A day ago, I disabled the Crossfeed and it sounds much better with airy soundstage.

Has anyone tried it? What your experience?
 
Aug 7, 2007 at 3:48 AM Post #2 of 11
I didn't played much with crossfeed yet.
Just a few times when the function was just introduced a while ago. I'm sure it was in it's early stages and must have been improved a lot, but by that time i prefered the crossfeed off also ...
 
Aug 7, 2007 at 2:31 PM Post #4 of 11
Quote:

Originally Posted by EFN /img/forum/go_quote.gif
Software crossfeed will never be as good as the Hardware sibling.


Why would that be true? Not saying you're wrong, but I don't understand why software could never meet or exceed a hardware solution here.

Regardless, I turned on crossfeed in Rockbox last week to try it out and I did hear noticeable distortion vs. not using it. Also, it suppressed the highs. I used the default configuration, so maybe toying with those settings would improve things.
 
Aug 7, 2007 at 2:59 PM Post #5 of 11
Quote:

Originally Posted by chukwe /img/forum/go_quote.gif
I've been using Rockbox(Flac 1st Nano) for few weeks now with Crossfeed enabled.

A day ago, I disabled the Crossfeed and it sounds much better with airy soundstage.

Has anyone tried it? What your experience?



Same, sadly....only use crossfeed (Rockbox or Airhead) now for very hard-panned recordings.
I tried Xinfeed on my Supermini for a few seconds but that was too, too centralised an image.
 
Aug 7, 2007 at 4:19 PM Post #6 of 11
If an album needs crossfeed to sound good its just a bad mastered album.

I always listen my music pure, like its meant to be listened.
 
Aug 7, 2007 at 4:28 PM Post #7 of 11
Quote:

Originally Posted by Sir Nobax /img/forum/go_quote.gif
If an album needs crossfeed to sound good its just a bad mastered album.

I always listen my music pure, like its meant to be listened.



With what? Headphones? Open air speakers? Which is how music was meant to be listened to?

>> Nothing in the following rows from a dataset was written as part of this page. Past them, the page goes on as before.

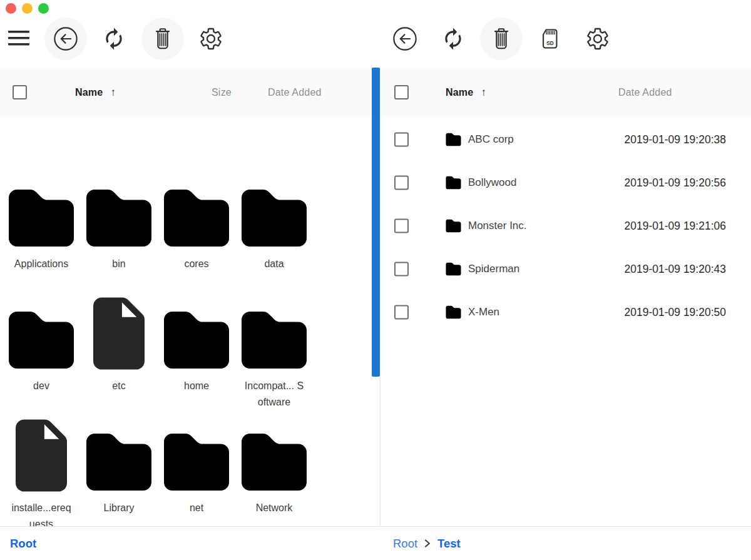 The image size is (751, 560). I want to click on file-name-label: home, so click(197, 386).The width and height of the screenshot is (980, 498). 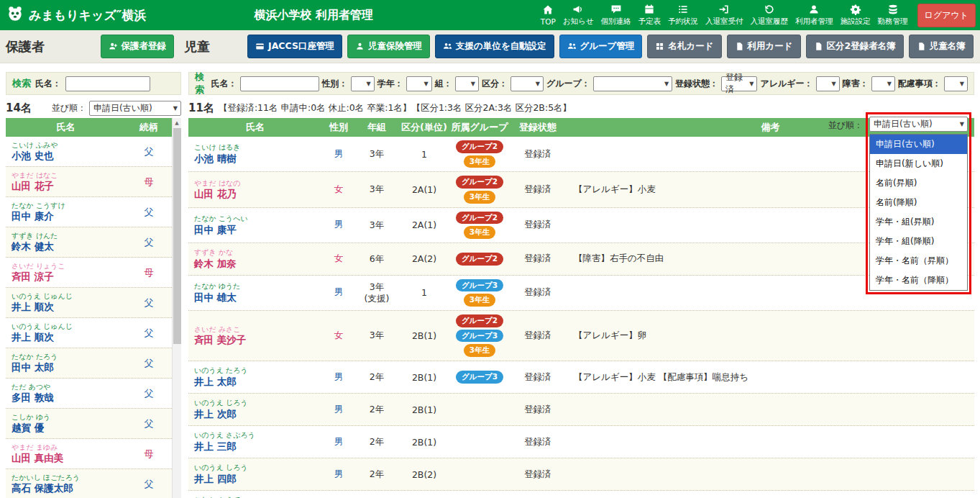 What do you see at coordinates (258, 194) in the screenshot?
I see `child-name-link: 山田 花乃` at bounding box center [258, 194].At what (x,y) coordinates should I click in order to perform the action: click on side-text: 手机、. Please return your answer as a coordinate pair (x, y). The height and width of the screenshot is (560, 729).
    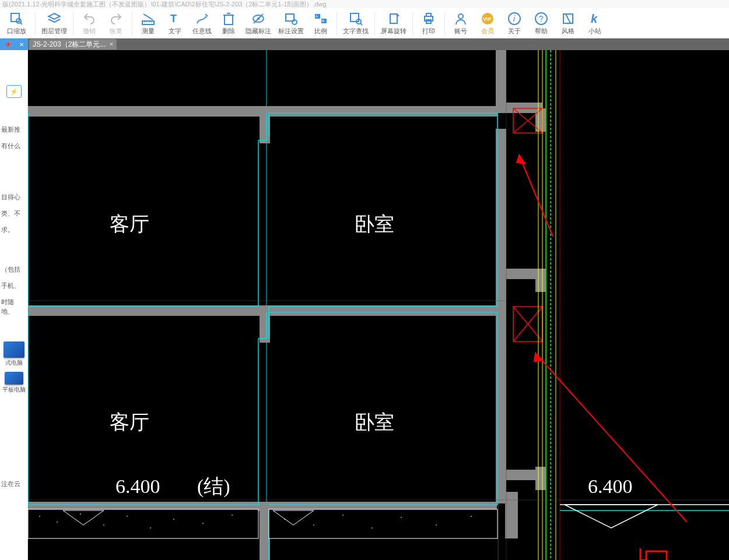
    Looking at the image, I should click on (14, 286).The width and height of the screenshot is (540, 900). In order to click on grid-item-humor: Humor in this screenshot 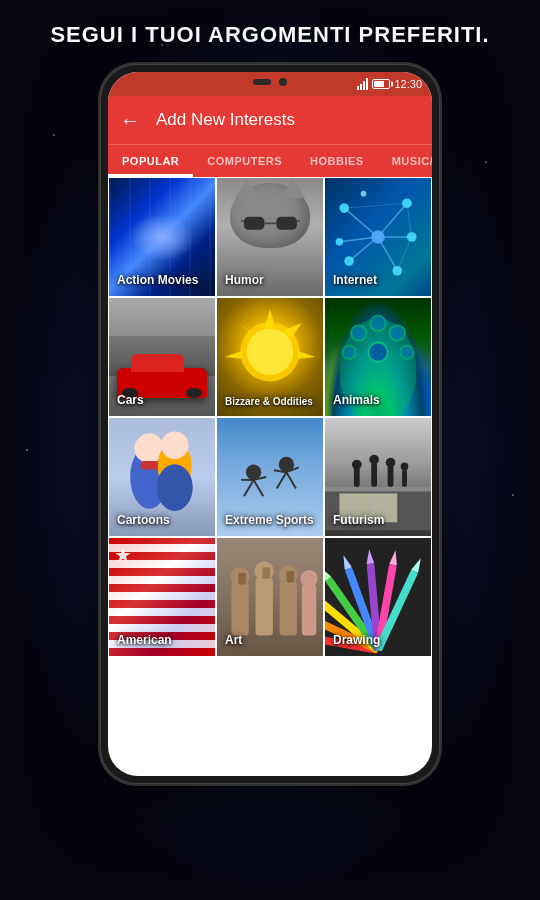, I will do `click(270, 237)`.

Crossfeed is usually used to simulate the open air speaker sound with headphones. Without crossfeed and using my IEMs, my left ear hears only the left channel and my right hears only the right. That's OK anyhow usually. But with older recordings where instruments and/or voices were hard panned to one channel or the other, the headphone experience is much more excessive than with room speakers.
 
Aug 7, 2007 at 4:52 PM Post #8 of 11
Okay let me say it this way:
I dont like Crossfeed either Mr. OP.

If i want "crossfeed" i'll just encode some CD's to MP3 Joint Stereo, just as crappy IMO.
 
Aug 7, 2007 at 5:35 PM Post #9 of 11
After similar experimenting, I too prefer crossfeed 'off' in Rockbox. But I did really like the crossfeed in the Porta Corda mkIII. I've never had them at the same time so I can't compare, alas. I'm considering trying out a Move, though...
 
Aug 7, 2007 at 9:50 PM Post #10 of 11
I also think it adds a bit of "mud". It stays off.
 
Aug 7, 2007 at 10:54 PM Post #11 of 11
All sorts of nonsense in this thread.
The rockbox crossfeed is very basic. A sharp frequency cutoff and delay. No good IMO. Instead of something like this:
http://www.meier-audio.homepage.t-online.de/headamp.htm
Or something yet more finely tuned.
No problem with digital crossfeed but you need a bit of processing power and you would need someone to write the software specially for rockbox.
You could always take the recordings with the worst stereo separation and add crossfeed on PC.